The Skapu Player was first exhibited in van Wouw's Johannesburg exhibition in 1908. The work "shows a young African man sitting cross-legged on a rock, playing his 'sekgapa' with a fiddlestick, while he absent-mindedly listens to his monotonous tune. His upper body is naked; he is only wearing wide trousers and is barefoot. The contrast between the sheen of the skin of the nude upper part of the body and the coarse texture of the flap trousers is heightened by the ingenious use of light and dark brown patinas." (A.E.Duffy,2008:pp. 59-60)
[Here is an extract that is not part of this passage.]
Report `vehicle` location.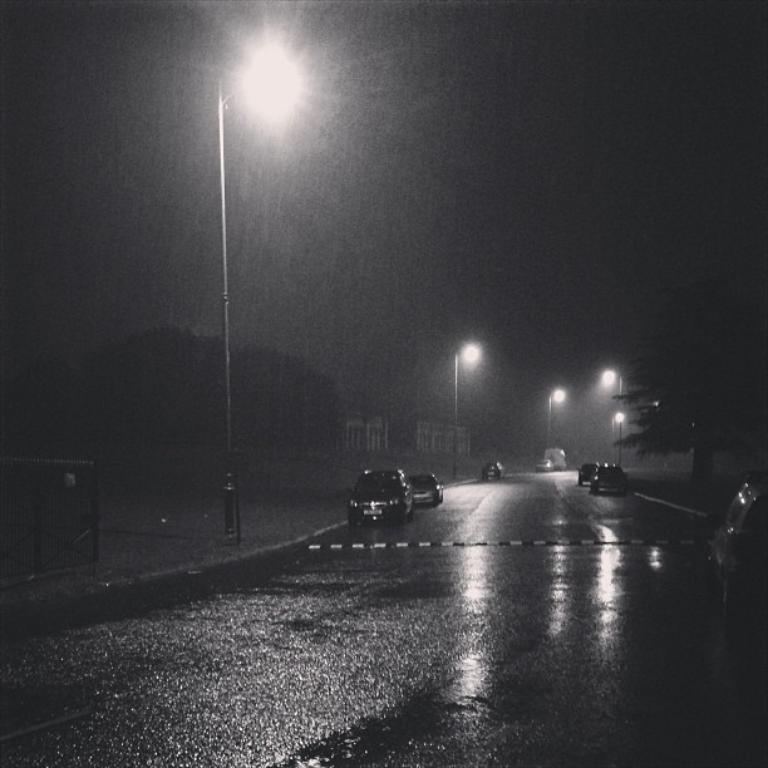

Working from life, Van Wouw created varied naturalistic forms performing tasks and activities of natural life such as hunting and, in instance, music in his bronze works. Assisted by Giovanni Nisini's dexterous European foundry, 'Nisini', Van Wouw was able to achieve the detailed and meticulously executed sensitivity of the human body. The present lot demonstrates very fine modelling, particularly evident in the fiddlestick in the figure's right hand, the way the long bow of the skapu is finely fixed to the calabash, and the detailing in the knot securing the trousers, all typical of the Roman castings of The Skapu Player.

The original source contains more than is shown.